The Bush Medicine Stories activity is being held in collaboration with the NAGB’s current permanent online exhibition, “Medicine & Memory: Public Health in the Bahamas”, which can be viewed on its website.

“ ‘Medicine & Memory’ takes a look at the histories and practices around public health in the Bahamas in four parts: History of Public Health, Post Colonial Health Inequalities, Impacts of Climate Injustice on Health and Well-being, and Alternative Healing Modalities, and Black Healing Practices,” said the gallery.

“What are our histories of healing? From materia medica to botánica, we look to all manner of medicines for the body and the soul - to remedy and restore ourselves and our communities. This permanent exhibition begins to unpack our complex and hybridised practices around healing and medicine (of the pharmaceutical and bush variety both) in the Bahamas. Let’s start to get to the root of what ails us and heals us as a people in this moment when we need it most.

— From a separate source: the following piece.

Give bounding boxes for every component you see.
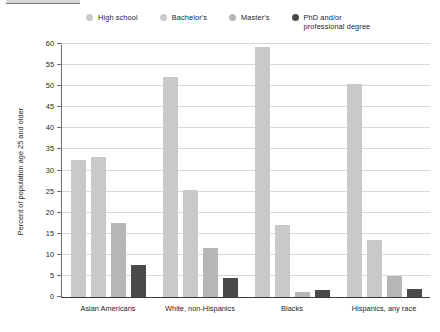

“Over the course of the Bahamas’ human history, this archipelago has transformed from indigenous land of shallow seas, to the New World, to West Indies land of exile, to British Colonial rebranding as Edenic paradise. The health and wealth of the land and its peoples have gone through massive shifts. Public health practices both informal and formal, with hybrids of Western Medicine and West African botanical healing practices, have helped make or break our space. And in the current moment -which it is worth noting is not at all our first pandemic - the significance of how to heal, maintain and protect the body is more important than ever - and history shows our ability to adapt, survive, and thrive through it all.”

Artists featured in the online exhibition include: Margot Bethel, Jacob Frank Coonley, Tyrone Ferguson, Tamika Galanis, Peggy Hering, Leanne Russell, Netica “Nettie” Symonette and Maxwell Taylor.

Last year, the Ministry of Health announced plans to create an “indigenous health desk” to examine Bahamian bush medicine therapies involving cerasee, neem, fever grass and other substances in a wider effort to boost the country’s fight against chronic non-communicable diseases.

The indigenous health desk will also study the use of cannabis for medicinal purposes.

According to the 2019 STEPS survey, 13.7 percent of Bahamians with hypertension reported seeking advice from a herbal/naturopathic healer while 23.1 percent of Bahamians reported taking herbal medicines to deal with the condition. Among people with diabetes, 12.8 percent reported taking advice from naturopathic helpers and 17.7 percent said they took herbal medicines. For those with cholesterol problems, seven percent reported seeking advice from naturopathic healer and 8.7 percent took herbal medicines.

The objective of the unit will be “to facilitate the improvement of health outcomes of individuals with chronic non-communicable diseases through early detection, scientifically-proven, effective natural treatments, and high-quality medical research.”